A Way to Take a Break is to Crash

I could pull the glass out of my underwear, but there are so many pieces. I could just wait until some of them cut me.

I have lots of choices. Well, choices that involve walking. Or I could rent a car. If my boss crashed her car, she would rent a car until she bought a new one.

I'm looking for something a little more dramatic. My boss can rent a car because, as I can tell by the flowers she has on her desk from ad agencies and boyfriends, her life smells nice.

I could call my therapist and say, Hi, I crashed my car so I can't see you tomorrow, and just cross out my weekly spot on Thursdays. I'm not coming for a while. I'll call you.

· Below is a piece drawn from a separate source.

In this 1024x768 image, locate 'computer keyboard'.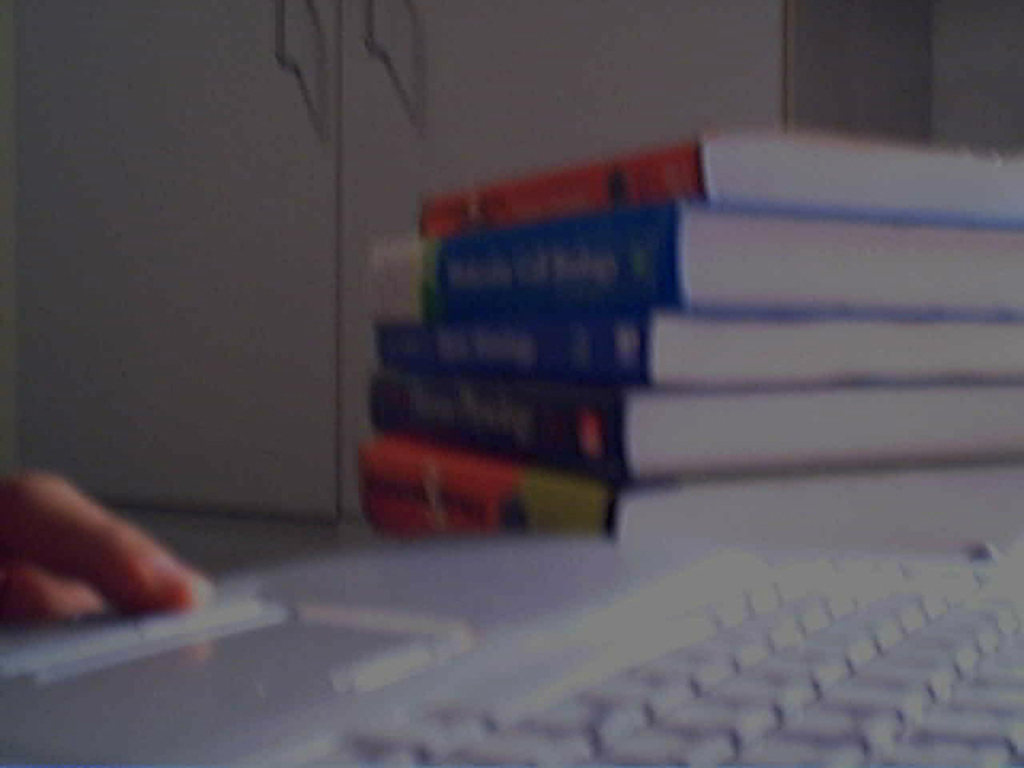
Bounding box: [left=290, top=544, right=1022, bottom=766].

I will call my therapist in the middle of the day, in the middle of the hour, and I'll get her answering machine.

She'll call me back. She'll say, How do you feel?

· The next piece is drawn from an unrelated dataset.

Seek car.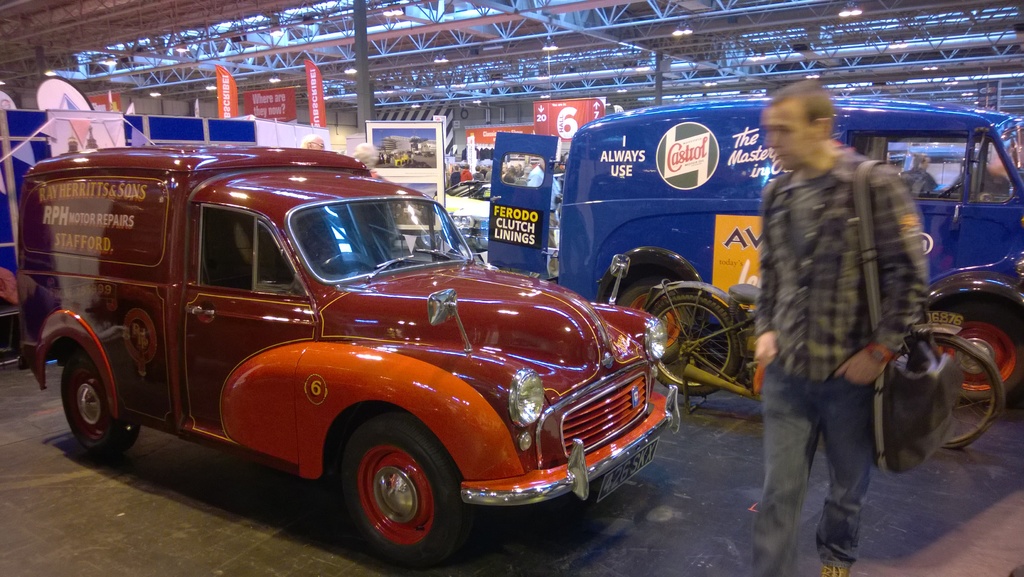
detection(45, 151, 645, 563).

I'll say, I feel self-destructive.

She'll say, How's that working for you?

I'll say, Fine, and then I'll hang up.

Then I'll spend the rest of the day in bed. Or the rest of the day on the bus, if it's a workday. I want to wallow in depression and destroy my life, but I don't want to be poor again.

I'll spend my days on the bus reading. And looking at single mothers overwhelmed by their lives, losing patience with their kids, because if things were good for the mothers, they would not be on the bus. That's just how it is in Los Angeles.

I can never be a mother if I won't rent a car.

I won't rent a car this time, but next time I crash, I'll take care of myself. But I'll tell Tano I want him to commit to having kids and he'll say he can't because I'm too unstable and I'll say, Fuck you, I'm stable, and if you can't commit, then I'm wasting my time with you. And then I'll say, Tano, I need to have goals. Milestones. I need to have kids before I'm thirty-six, or else I'll end up with Mongoloid babies.

Tano will hug me and say he's sorry.

I will not have time to hug him because I will have a three-hour bus ride to get to work. And two transfers.

I get the glass out of my shoes. And walk to the grocery store to get peas. I go slowly. I sit down on someone's lawn, but there are so few lawns in our neighborhood that each supports about forty dogs, and I feel my shorts getting wet.

I stop thinking of taking rests.

I get the most frozen bag of peas I can find and I pay by credit card in case I have to pay cash for a car, or $2,000 for a ticket for not having insurance.

At home I lie on the floor, look up at the ceiling, and nestle the peas under my neck to keep the swelling down.